Tuesday, July 03, 2012

like a fruit the stone

Death & Man, Egon style
Yesterday I took a break from my Habsburg-Wittelsbach obsession to check in some other Viennese icons. Turns out we inadvertently planned our trip during Klimt summer. It's Klimt, Klimt, Klmt, everywhere you look--him in his mental patient-looking smock holding a cat, him on a Saltzkammergut lake with his intrepid lover, Emilie. The Kiss, the pointillist landscapes, the bling-gold Bloch Bauer.

At the Leopold, the exhibit is based on postcards found in the closets and drawers of Emilie Floge, his long-term companion. I have to say, Klimt's people were a lot better at hiding scandal than were Egon Schiele's. Klimt basically had affairs and/or impregnated all of his models (several of his bastard kids ended up being named Gustav, after their randy daddy), but if there were any epistolary references to these torrid affairs, they were well hidden (burned).

Instead of declarations of love (or lust) the postcards are full of banal musings, such as: After breakfast, which I ate at 9, I painted a beech tree. Yawn.

Now, Klimt was one hell of an artist, but he just wasn't as interesting a person as that other dude--the young, crazed poster child for suffering, Egon Schiele. Egon, who admittedly died too young (28) to carry on decades of scandal, was sort of the inverse of his rival. Whereas Klimt was a generalist-and popular with collectors who liked a little Austrian sentimentality with their nudes, Schiele's work was deeply, profoundly personal. Take the brilliant Cardinal and Nun, for instance (Caress). Shame and sacred side-by-side. It's been called a paraphrase of The Kiss, Schiele's version of ecstasy. Now that's the real Austrian theme!

My favorite take-away from my non-Sisi day was the commentary on Self Seer, Schiele's Death and Man piece. It's an illustration of Rilke's notion that: "one carries one's death around like a fruit the stone." Love that!

So, what kind of fruit are you?

8 comments:

  1. I'm a peach. Juicy and sweet, but you might lose a tooth on that stone.

    My favorite artist is Chagall. His lovers float across the canvas like untethered balloons, unabashedly joyful. I'm crazy for the anti-angst in him.

    ReplyDelete
    Replies
    1. What a romantic you are. And yes, a peach. All the way.

      Delete
  2. right now i'm feeling like an over ripe pineapple, all prickly on the outside and mushy and juicy inside.

    (maybe "painted a beech tree" was a euphemism? no? "i got my beech tree painted, yo!"

    ReplyDelete
  3. Prickly and mushy are a terrific combination. And probably an important one, too. Gotta protect the goodies.

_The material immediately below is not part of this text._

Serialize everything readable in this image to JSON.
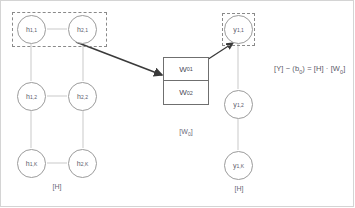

    Klimt was full of codes, I'm sure. Have you ever looked at The Kiss? All those rectangles on the boy partner and the circles on the girl? The fallace of it, erect and springing out of pointillist pubes? At least Schiele just stuck his actual cock in the paintings. Well, sometimes.

    ReplyDelete
  4. the kiss is one of my mom's most favorite paintings. i've looked at it often and noticed the geographic shapes but don't think until now have realized the triangle-male/circle-female connections. weird how sometimes we miss the most obvious things.

    right now, i am imagining all great male painters literally sticking their cock's in the paintings, using them as their paintbrushes. in fact, now that i have this image in my storage bank, i will try to pull it out every time i'm looking at a portrait and think, "wow, that artist really knew how to work his cock." and then i will giggle to myself.

    sorry--i think i just reduced your austrian art experiences to a 14-year old boy's interpretation of all fine art in 50 words or less.

    ReplyDelete
    Replies
    1. Is there any other way to interpret art? I think not!

      Delete
  5. I'm a fruit salad with lots of melon.

    Alas, I never could draw or paint worth a damn. My missing cock is to blame. I'm sure of it.

    P.S. Now I'm going to have to go back and study Klimt and Schiele. I can't walk around uneducated about such things!

    ReplyDelete
    Replies
    1. I'd live to know your thoughts once you've digested those two bad boys, Lisa!